Sunday, March 08, 2009

Taxing the Randroids

If the U.S. government vanished overnight, how much wealth would Bill Gates still have?

Steve M. had a great post the other day that correctly identified the nature of today's Republican ideology:

What these people have cooked up -- I don't know whether they actually believe it or not -- is a "one drop" theory of communism, comparable to the "one drop" rule of racial categorization. Any adjustment in the current distribution of wealth, even to tax rates barely different from the Clinton era's in their progressivity, is indistinguishable from Marxism-Leninism.
Steve goes on to suggest that they put their money where their mouths are:
I've always believed it would be perfectly fine to let Randians and Paulbots opt out of having anything to do with the icky government. I'd be happy to exempt them from taxation.

... On the condition, needless to say, that the door must swing both ways. Drive on a road built with tax dollars? Pay. Walk on a government-funded sidewalk? Pay? Get mugged? House burning down? Dying of a heart attack? No cops, no firefighters, no government-funded emergency services unless you pay, pay, pay. All government services: a la carte.
All reasonable...but we can go a lot further than this. Which is where the opening question comes in.
More...

Just about everything these Galt wannabes own--property, stocks, bonds, cash--would have vastly diminished value, or no value at all, in the absence of government. Every dollar they've earned has depended on conditions created or contributed to by government. Conditions like a common currency, for example. Domestic stability. Enforcement of contracts and property ownership. An educated workforce. Transportation and communications infrastructure.

And it goes without saying (but I'll say it) that the more wealth they have, the more they have benefitted from these conditions--the more value they have received from government.

We've always defended progressive taxation on the humane principle that the people should pay the most who can most easily afford it. Rather than arguing the point, Republicans sidestep it by adopting the bogus Randian 'principle' that Redistribution Is Murder. (Or theft. One of those.) Which morphs naturally, inexorably into the One Drop Theory.

But of course the basic assumption behind this (that government is for welfare queens, and the Galt wannabes don't really need it) is ludicrously wrong. It isn't about the ultra-wealthy 'keeping what they earn'; it's about them externalizing the costs of acquiring and maintaining their wealth. Progressive taxation isn't just 'fair' in a humane sense; it's also 'fair' in the sense that the people with the highest rates are also getting the most from government. That's the point we have to start hammering in response to the Republicans' vulgar Randianism.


Among the entries below, how many lines hold "Upgrade"? Only the number is wanted.

───── WORKING DATA

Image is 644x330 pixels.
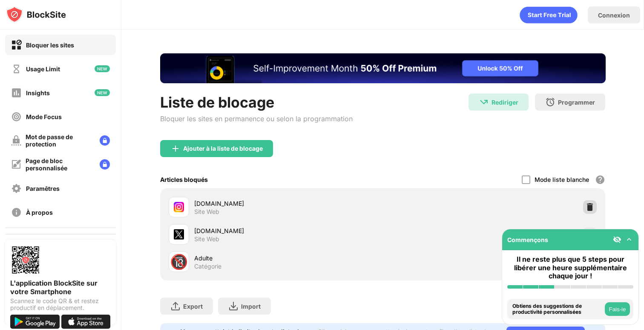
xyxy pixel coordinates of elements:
[11,39,21,50] img: block-on.svg
[170,253,188,270] div: 🔞
[26,208,53,216] div: À propos
[6,6,66,23] img: logo-blocksite.svg
[194,262,222,270] div: Catégorie
[62,314,111,328] img: download-on-the-app-store.svg
[11,183,21,193] img: settings-off.svg
[160,54,606,83] iframe: Banner
[194,235,220,242] div: Site Web
[507,236,548,243] div: Commençons
[194,253,383,262] div: Adulte
[194,226,383,235] div: [DOMAIN_NAME]
[10,244,41,275] img: options-page-qr-code.png
[491,98,518,106] div: Rediriger
[26,113,62,120] div: Mode Focus
[95,65,110,72] img: new-icon.svg
[100,159,110,169] img: lock-menu.svg
[100,135,110,146] img: lock-menu.svg
[11,63,21,74] img: time-usage-off.svg
[11,135,21,146] img: password-protection-off.svg
[624,235,633,243] img: omni-setup-toggle.svg
[26,65,60,72] div: Usage Limit
[534,175,589,183] div: Mode liste blanche
[26,133,93,148] div: Mot de passe de protection
[160,114,353,123] div: Bloquer les sites en permanence ou selon la programmation
[513,303,603,315] div: Obtiens des suggestions de productivité personnalisées
[194,199,383,207] div: [DOMAIN_NAME]
[11,111,21,122] img: focus-off.svg
[10,314,60,328] img: get-it-on-google-play.svg
[10,278,111,295] div: L'application BlockSite sur votre Smartphone
[95,89,110,96] img: new-icon.svg
[160,175,208,183] div: Articles bloqués
[507,255,633,280] div: Il ne reste plus que 5 steps pour libérer une heure supplémentaire chaque jour !
[183,145,263,152] div: Ajouter à la liste de blocage
[11,207,21,217] img: about-off.svg
[558,98,595,106] div: Programmer
[160,93,353,111] div: Liste de blocage
[183,302,203,309] div: Export
[241,302,261,309] div: Import
[194,207,220,216] div: Site Web
[11,159,21,169] img: customize-block-page-off.svg
[174,229,184,239] img: favicons
[613,235,622,243] img: eye-not-visible.svg
[26,89,50,97] div: Insights
[26,184,60,192] div: Paramêtres
[520,6,577,23] div: animation
[26,157,93,172] div: Page de bloc personnalisée
[26,41,74,48] div: Bloquer les sites
[605,302,630,316] button: Fais-le
[598,12,630,19] div: Connexion
[174,202,184,212] img: favicons
[10,297,111,311] div: Scannez le code QR & et restez productif en déplacement.
[11,88,21,98] img: insights-off.svg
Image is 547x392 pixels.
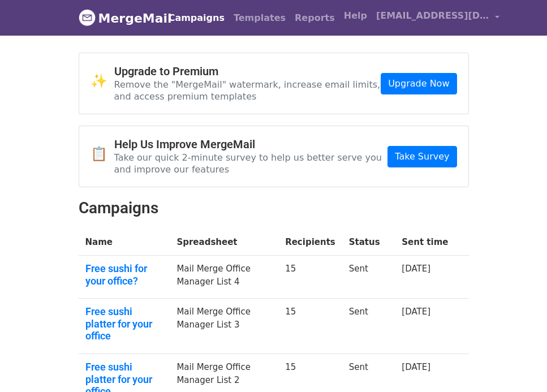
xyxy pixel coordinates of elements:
a: [DATE] [402,263,431,274]
a: Campaigns [164,7,229,29]
a: [EMAIL_ADDRESS][DOMAIN_NAME] [372,4,504,31]
a: [DATE] [402,362,431,372]
a: MergeMail [79,6,155,30]
p: Take our quick 2-minute survey to help us better serve you and improve our features [115,151,388,176]
td: Mail Merge Office Manager List 4 [170,256,279,298]
a: [DATE] [402,307,431,317]
td: 15 [279,298,342,354]
h4: Upgrade to Premium [115,64,381,78]
span: 📋 [90,146,115,162]
a: Upgrade Now [381,73,457,94]
td: Mail Merge Office Manager List 3 [170,298,279,354]
th: Sent time [395,229,455,256]
th: Recipients [279,229,342,256]
span: ✨ [90,73,115,89]
a: Take Survey [388,146,457,167]
img: MergeMail logo [79,9,95,26]
h4: Help Us Improve MergeMail [115,137,388,151]
a: Templates [229,7,290,29]
th: Spreadsheet [170,229,279,256]
a: Free sushi platter for your office [85,305,164,342]
a: Reports [290,7,340,29]
td: Sent [342,298,396,354]
p: Remove the "MergeMail" watermark, increase email limits, and access premium templates [115,79,381,103]
span: [EMAIL_ADDRESS][DOMAIN_NAME] [376,9,489,23]
a: Help [340,4,372,27]
h2: Campaigns [79,199,469,218]
th: Name [79,229,171,256]
a: Free sushi for your office? [85,262,164,287]
th: Status [342,229,396,256]
td: 15 [279,256,342,298]
td: Sent [342,256,396,298]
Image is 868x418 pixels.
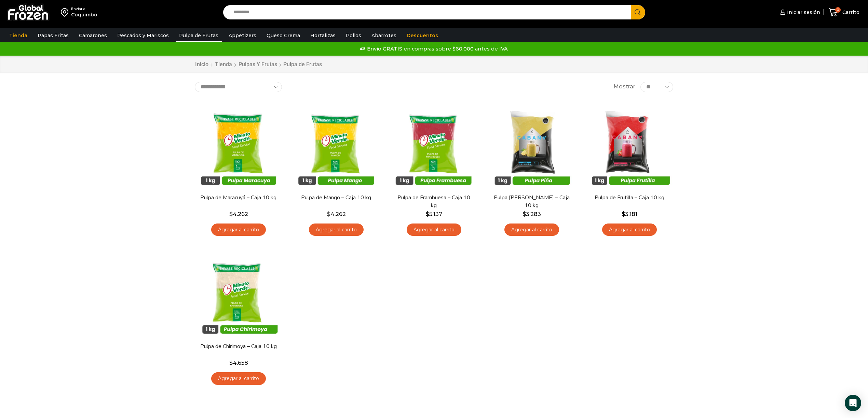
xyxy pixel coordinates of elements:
[75,29,110,42] a: Camarones
[327,211,330,217] span: $
[403,29,442,42] a: Descuentos
[230,211,248,217] bdi: 4.262
[297,194,376,202] a: Pulpa de Mango – Caja 10 kg
[114,29,172,42] a: Pescados y Mariscos
[622,211,625,217] span: $
[263,29,303,42] a: Queso Crema
[307,29,339,42] a: Hortalizas
[195,61,322,69] nav: Breadcrumb
[845,395,862,412] div: Open Intercom Messenger
[327,211,346,217] bdi: 4.262
[309,224,364,237] a: Agregar al carrito: “Pulpa de Mango - Caja 10 kg”
[211,224,266,237] a: Agregar al carrito: “Pulpa de Maracuyá - Caja 10 kg”
[426,211,442,217] bdi: 5.137
[622,211,638,217] bdi: 3.181
[283,61,322,68] h1: Pulpa de Frutas
[6,29,30,42] a: Tienda
[61,6,71,18] img: address-field-icon.svg
[195,82,282,92] select: Pedido de la tienda
[342,29,365,42] a: Pollos
[214,61,233,69] a: Tienda
[602,224,657,237] a: Agregar al carrito: “Pulpa de Frutilla - Caja 10 kg”
[230,360,248,366] bdi: 4.658
[614,83,635,91] span: Mostrar
[368,29,400,42] a: Abarrotes
[493,194,571,209] a: Pulpa [PERSON_NAME] – Caja 10 kg
[786,9,820,16] span: Iniciar sesión
[199,343,278,351] a: Pulpa de Chirimoya – Caja 10 kg
[631,5,646,19] button: Search button
[211,372,266,385] a: Agregar al carrito: “Pulpa de Chirimoya - Caja 10 kg”
[71,11,98,18] div: Coquimbo
[835,7,841,13] span: 0
[778,6,820,19] a: Iniciar sesión
[827,5,862,21] a: 0 Carrito
[34,29,72,42] a: Papas Fritas
[590,194,669,202] a: Pulpa de Frutilla – Caja 10 kg
[176,29,222,42] a: Pulpa de Frutas
[238,61,278,69] a: Pulpas y Frutas
[522,211,526,217] span: $
[522,211,541,217] bdi: 3.283
[195,61,209,69] a: Inicio
[841,9,860,16] span: Carrito
[71,6,98,11] div: Enviar a
[226,29,260,42] a: Appetizers
[230,211,233,217] span: $
[395,194,474,209] a: Pulpa de Frambuesa – Caja 10 kg
[199,194,278,202] a: Pulpa de Maracuyá – Caja 10 kg
[406,224,462,237] a: Agregar al carrito: “Pulpa de Frambuesa - Caja 10 kg”
[505,224,559,237] a: Agregar al carrito: “Pulpa de Piña - Caja 10 kg”
[426,211,430,217] span: $
[230,360,233,366] span: $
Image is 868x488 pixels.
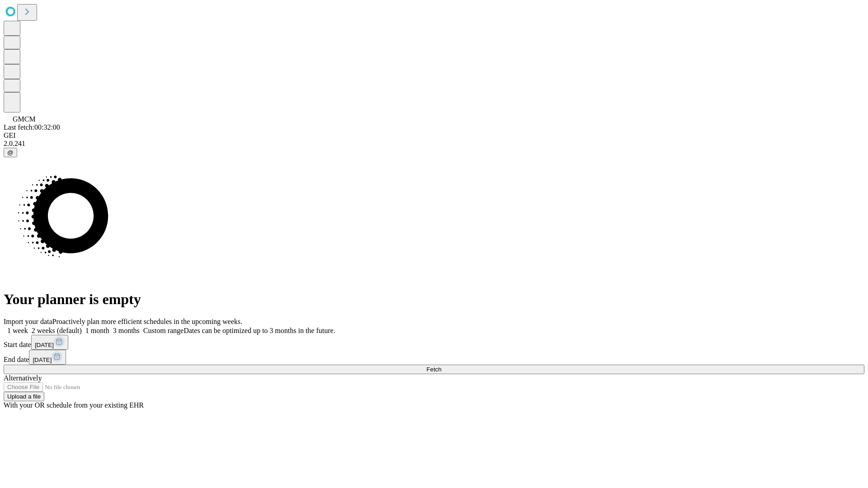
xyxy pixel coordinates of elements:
[29,350,66,365] button: [DATE]
[3,123,60,131] span: Last fetch: 00:32:00
[3,350,865,365] div: End date
[8,149,14,156] span: @
[31,326,82,335] span: 2 weeks (default)
[31,335,68,350] button: [DATE]
[3,374,42,382] span: Alternatively
[3,140,865,148] div: 2.0.241
[33,356,52,363] span: [DATE]
[3,132,865,140] div: GEI
[3,401,144,409] span: With your OR schedule from your existing EHR
[8,326,28,335] span: 1 week
[3,335,865,350] div: Start date
[53,318,242,325] span: Proactively plan more efficient schedules in the upcoming weeks.
[3,318,53,325] span: Import your data
[13,115,35,123] span: GMCM
[113,326,140,335] span: 3 months
[426,366,441,373] span: Fetch
[35,341,54,348] span: [DATE]
[3,392,44,401] button: Upload a file
[3,365,865,374] button: Fetch
[3,291,865,308] h1: Your planner is empty
[183,326,335,335] span: Dates can be optimized up to 3 months in the future.
[3,148,17,157] button: @
[85,326,109,335] span: 1 month
[143,326,183,335] span: Custom range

──────────

== SOLUTION FOR THIS EXERCISE ==
2